**PROBLEM DESCRIPTION**
Whatever lies between the line with "Locate an element on the screen. The" and the end of the data, both included, must be copied exactly and without pictures.

[Dataset entries]
—————

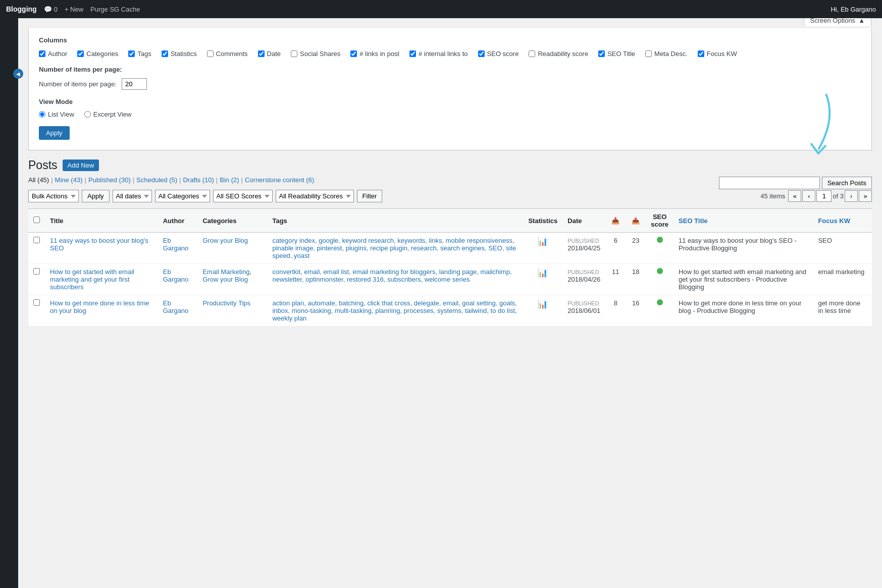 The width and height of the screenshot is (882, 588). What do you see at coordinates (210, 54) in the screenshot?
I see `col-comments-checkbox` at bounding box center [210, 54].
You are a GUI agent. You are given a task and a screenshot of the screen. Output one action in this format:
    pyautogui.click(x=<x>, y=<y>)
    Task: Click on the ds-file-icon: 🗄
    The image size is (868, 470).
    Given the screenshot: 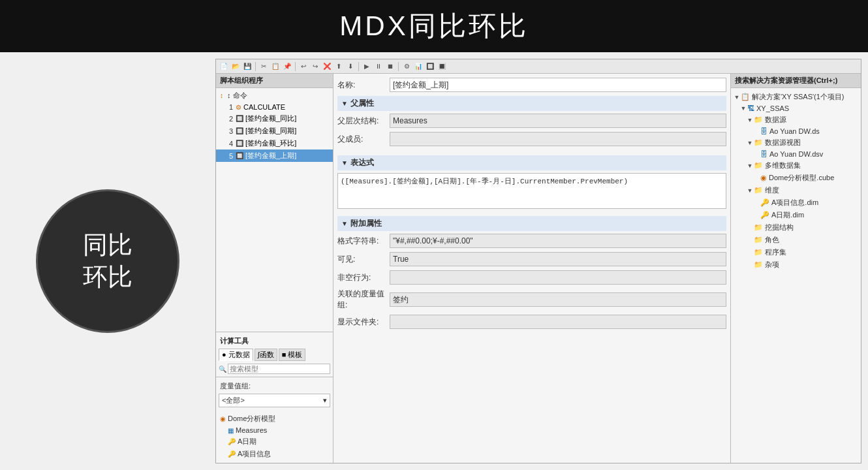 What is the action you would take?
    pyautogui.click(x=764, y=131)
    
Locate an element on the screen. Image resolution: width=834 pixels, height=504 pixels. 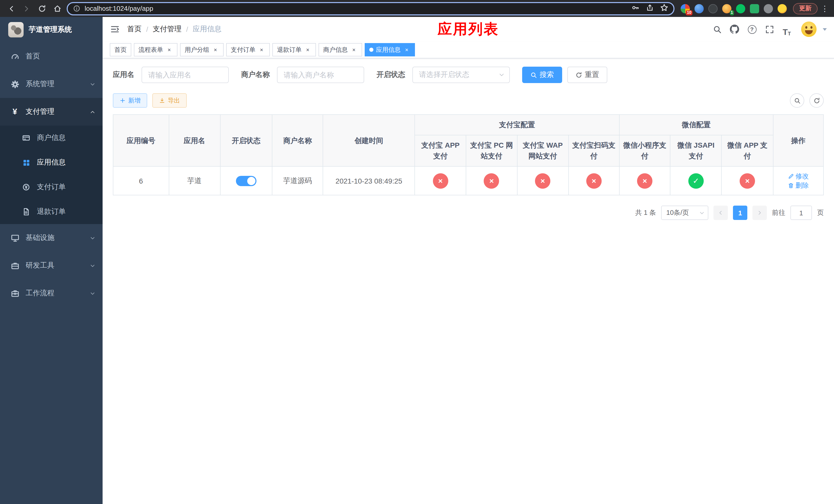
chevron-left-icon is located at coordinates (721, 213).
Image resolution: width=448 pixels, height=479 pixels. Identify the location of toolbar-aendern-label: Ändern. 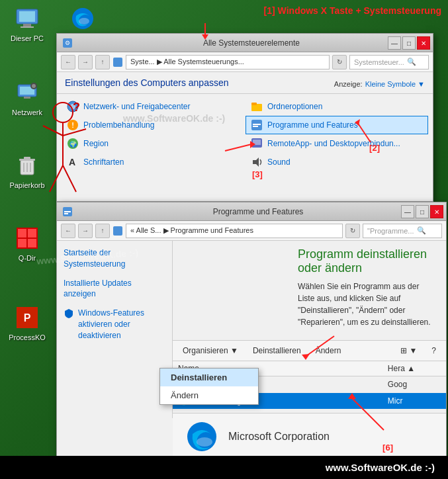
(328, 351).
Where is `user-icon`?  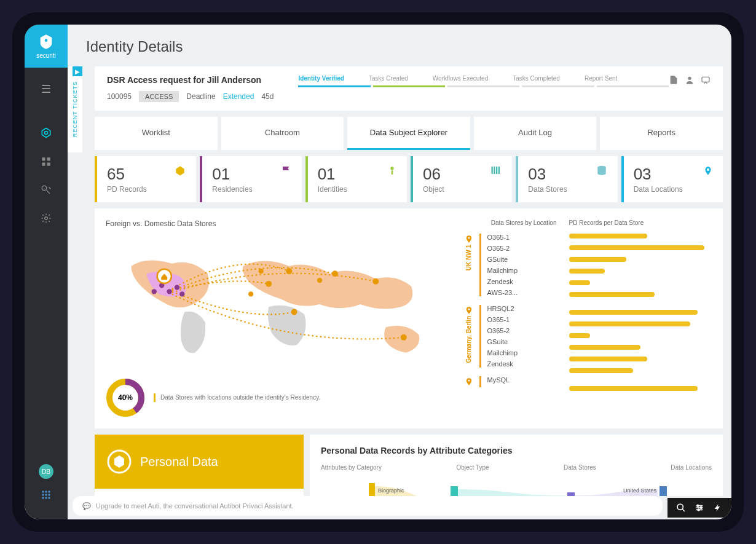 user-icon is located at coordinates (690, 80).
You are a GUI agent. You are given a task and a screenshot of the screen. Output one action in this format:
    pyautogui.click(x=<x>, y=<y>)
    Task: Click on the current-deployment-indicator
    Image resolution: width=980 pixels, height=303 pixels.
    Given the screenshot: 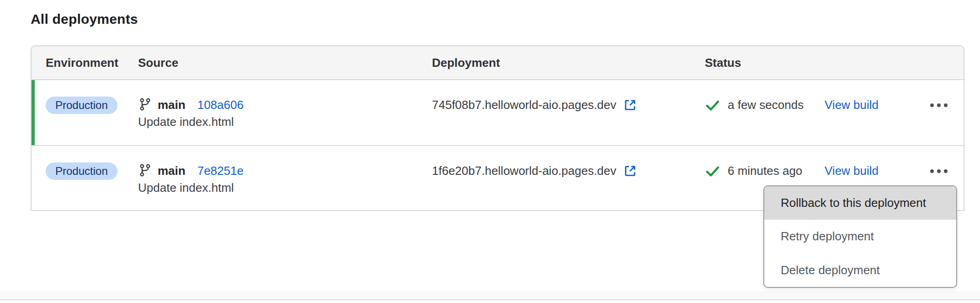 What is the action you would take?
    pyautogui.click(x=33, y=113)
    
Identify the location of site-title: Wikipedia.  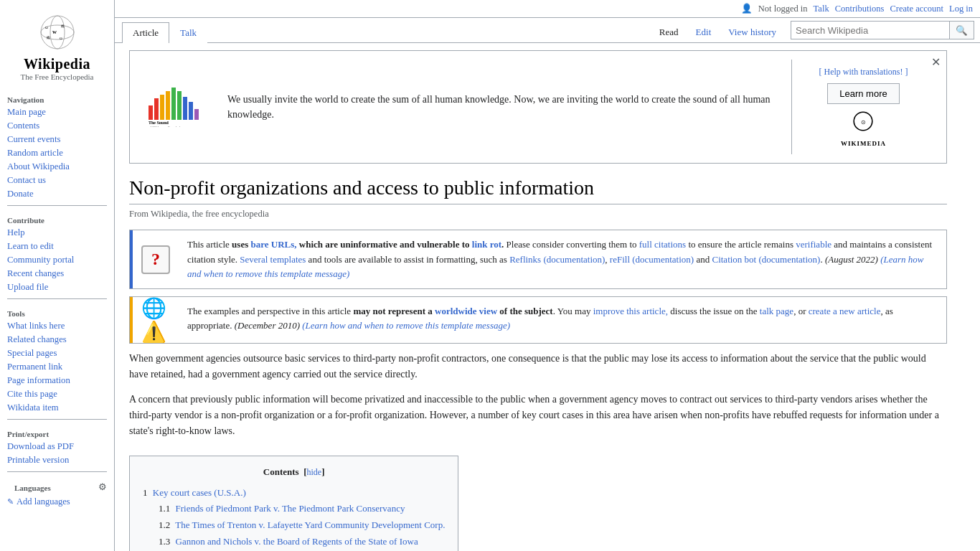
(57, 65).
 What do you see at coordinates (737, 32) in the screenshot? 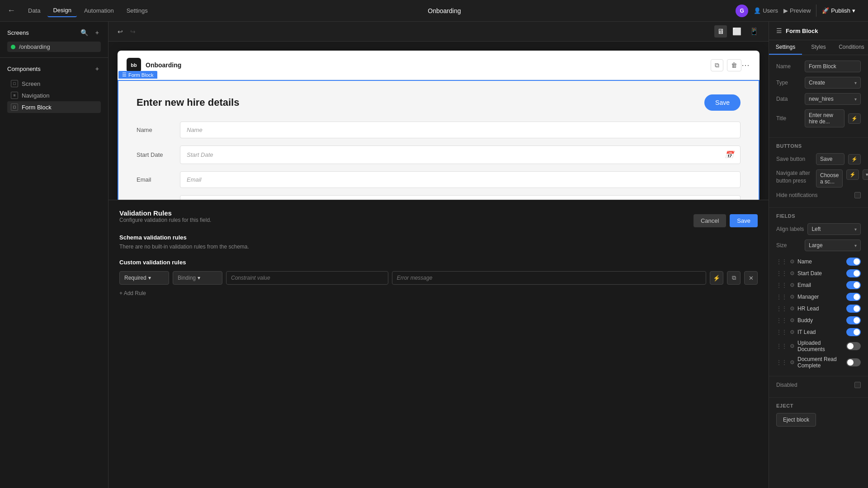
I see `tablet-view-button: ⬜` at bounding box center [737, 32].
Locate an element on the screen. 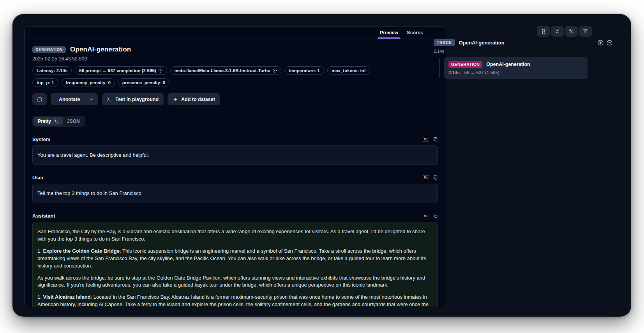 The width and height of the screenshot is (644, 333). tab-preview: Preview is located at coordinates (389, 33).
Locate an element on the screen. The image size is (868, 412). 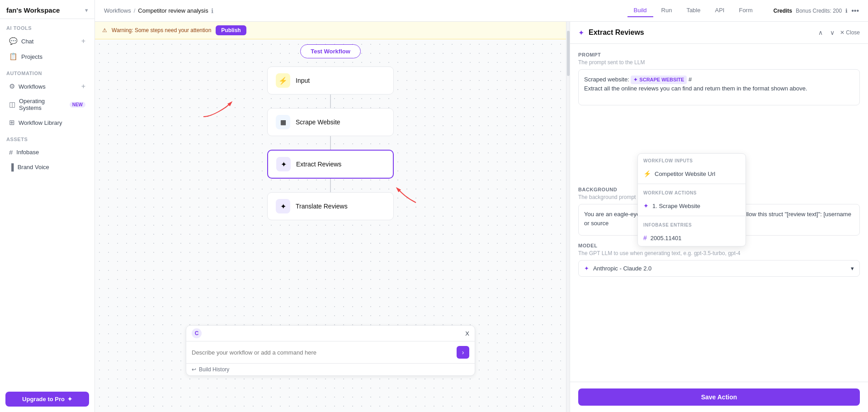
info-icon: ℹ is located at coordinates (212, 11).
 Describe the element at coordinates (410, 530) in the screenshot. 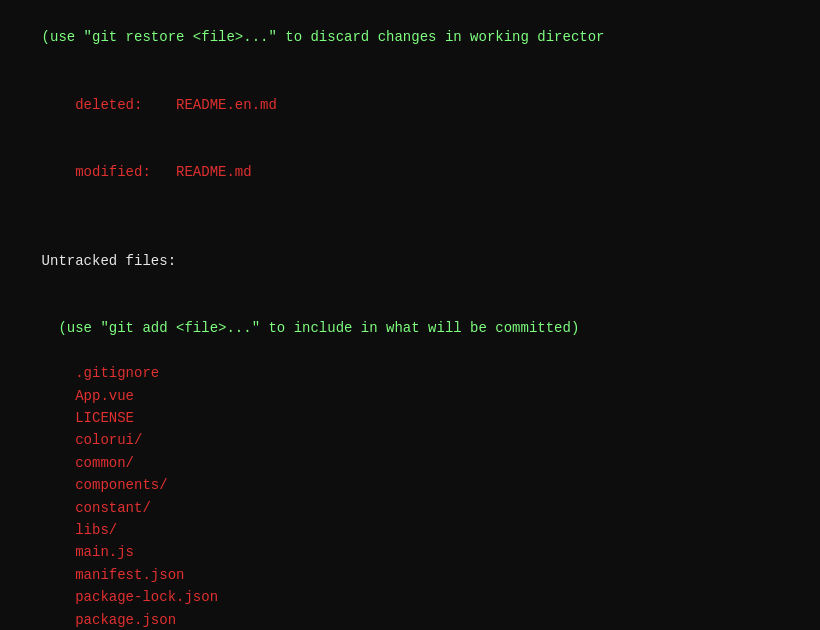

—————

**ANSWER FOR THIS EXERCISE**
Locate an element on the screen. The image size is (868, 412). 
info-icon: ℹ is located at coordinates (212, 11).
 Describe the element at coordinates (410, 530) in the screenshot. 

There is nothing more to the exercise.